Inside the mind of a hedge fund billionaire
Today I write that as much as this columnist might come across to Martin Place’s mandarins as arrogant, supercilious, callous and any other adjectives that describe megalomaniacal fund managers, one of my greatest passions is, in fact, engaging with, and trying to understand, people. These interactions do, after all, define our human experience. I often tell the 22 executives who work for me that they’re “family”. If the typical Aussie toiler works a 12-hour day and sleeps six hours, then they spend almost half their waking life with their teammates. If these folks are not akin to family, you are probably with the wrong tribe. As Stevie Cohen might quip, we live to work, not work to live, right? Tell that to an entitled millennial! Click here to read the full column or AFR subs can click here. Excerpt enclosed:
The vagaries of the human condition, consciousness, origin and reasons for being are endlessly fascinating. One recent example was a lunch I had while traversing between the north and south coasts of Sydney after Christmas. Although discretion prevents dissemination of too much detail, suffice it to say it was like watching my own episode of the hit TV series Billions. The interlocutor was until recently the biggest hedge fund manager on earth and straight from central casting.
One enduring impression was how clearly our life’s work actively shapes brain function – or more specifically, our mosaic of inter-neuronal connections. This guy has been a short-term trader his entire life and speaking to him was similar to conversations with another “tape-reading” buddy of mine. Both come across like they've been strapped to Xboxes for the last 25 years, sublime yet raw processors of real-time information with the consequence that they are very good reflexive decision-makers. It does not, however, necessarily mean that every engagement is an especially pleasant or, for that matter, tactful experience!
Human interactions are treated like a sequence of trades with a staccato and binary yes/no pattern. They are so conditioned to having to make rapid-fire, black-and-white decisions that this style inevitably bleeds into their non-work behaviours. You are always right or wrong with few shades of grey.
It is difficult for these characters not to provide an ostensibly strong opinion on any subject because that is precisely what they are forced to do every second of the day. And yet that view can flip 180 degrees, with the past position instantly erased from memory if new contradictory data emerges.
Naturally, the marketing folks try to iron this out. I could see that ephemeral influence on this billionaire as he struggled to suppress his more explosive expressions. But it was a physical battle to keep that tongue in check.
Lunch was a pit stop as I fled the many sharks on land, and the modest beasts lurking beneath the waves, at that “racer-chasing” enclave known as Palm Beach.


■ **PROBLEM DETAILS**
Transcribe the listing in full, word for word; pictures do not belong in the copy.

■ **DATA SUPPLIED**
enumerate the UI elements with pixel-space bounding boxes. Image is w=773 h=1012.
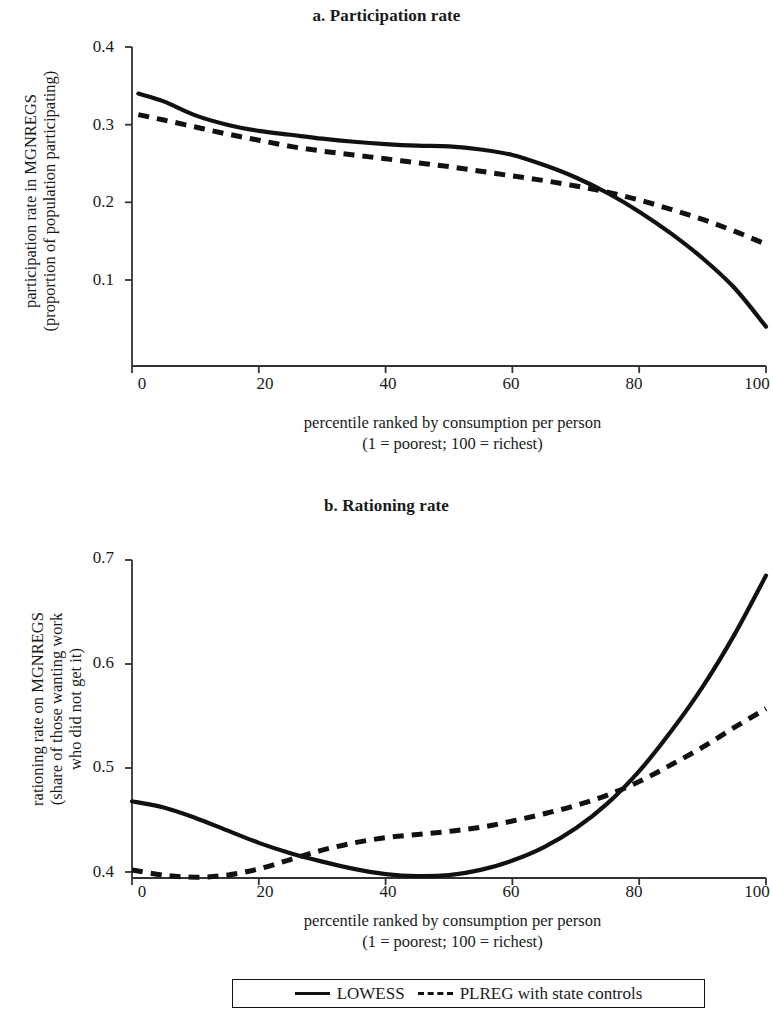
- legend-solid-line-icon: [295, 992, 330, 995]
- legend-label-plreg: PLREG with state controls: [460, 984, 643, 1004]
- legend-dashed-line-icon: [418, 992, 453, 995]
- panel-b-x-axis-label-line2: (1 = poorest; 100 = richest): [132, 931, 773, 952]
- panel-b-x-axis-label: percentile ranked by consumption per per…: [132, 910, 773, 953]
- legend-item-lowess: LOWESS: [295, 984, 405, 1004]
- panel-b-x-axis-label-line1: percentile ranked by consumption per per…: [132, 910, 773, 931]
- figure-container: a. Participation rate participation rate…: [0, 0, 773, 1012]
- series-line-plreg-with-state-controls: [138, 115, 766, 245]
- panel-b-plot-area: [0, 490, 773, 910]
- panel-a-x-axis-label-line2: (1 = poorest; 100 = richest): [132, 433, 773, 454]
- panel-rationing-rate: b. Rationing rate rationing rate on MGNR…: [0, 490, 773, 960]
- figure-legend: LOWESS PLREG with state controls: [232, 979, 705, 1008]
- panel-a-plot-area: [0, 0, 773, 400]
- legend-label-lowess: LOWESS: [337, 984, 405, 1004]
- panel-a-x-axis-label: percentile ranked by consumption per per…: [132, 412, 773, 455]
- panel-participation-rate: a. Participation rate participation rate…: [0, 0, 773, 490]
- legend-item-plreg: PLREG with state controls: [418, 984, 643, 1004]
- series-line-lowess: [132, 576, 766, 877]
- panel-a-x-axis-label-line1: percentile ranked by consumption per per…: [132, 412, 773, 433]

■ **ANSWER TO THIS TASK**
enumerate the UI elements with pixel-space bounding boxes. Image is w=773 h=1012.
- legend-solid-line-icon: [295, 992, 330, 995]
- legend-label-plreg: PLREG with state controls: [460, 984, 643, 1004]
- legend-dashed-line-icon: [418, 992, 453, 995]
- panel-b-x-axis-label-line2: (1 = poorest; 100 = richest): [132, 931, 773, 952]
- panel-b-x-axis-label: percentile ranked by consumption per per…: [132, 910, 773, 953]
- legend-item-lowess: LOWESS: [295, 984, 405, 1004]
- panel-b-x-axis-label-line1: percentile ranked by consumption per per…: [132, 910, 773, 931]
- figure-container: a. Participation rate participation rate…: [0, 0, 773, 1012]
- series-line-plreg-with-state-controls: [138, 115, 766, 245]
- panel-b-plot-area: [0, 490, 773, 910]
- panel-a-x-axis-label-line2: (1 = poorest; 100 = richest): [132, 433, 773, 454]
- panel-rationing-rate: b. Rationing rate rationing rate on MGNR…: [0, 490, 773, 960]
- figure-legend: LOWESS PLREG with state controls: [232, 979, 705, 1008]
- panel-a-plot-area: [0, 0, 773, 400]
- legend-label-lowess: LOWESS: [337, 984, 405, 1004]
- panel-a-x-axis-label: percentile ranked by consumption per per…: [132, 412, 773, 455]
- panel-participation-rate: a. Participation rate participation rate…: [0, 0, 773, 490]
- legend-item-plreg: PLREG with state controls: [418, 984, 643, 1004]
- series-line-lowess: [132, 576, 766, 877]
- panel-a-x-axis-label-line1: percentile ranked by consumption per per…: [132, 412, 773, 433]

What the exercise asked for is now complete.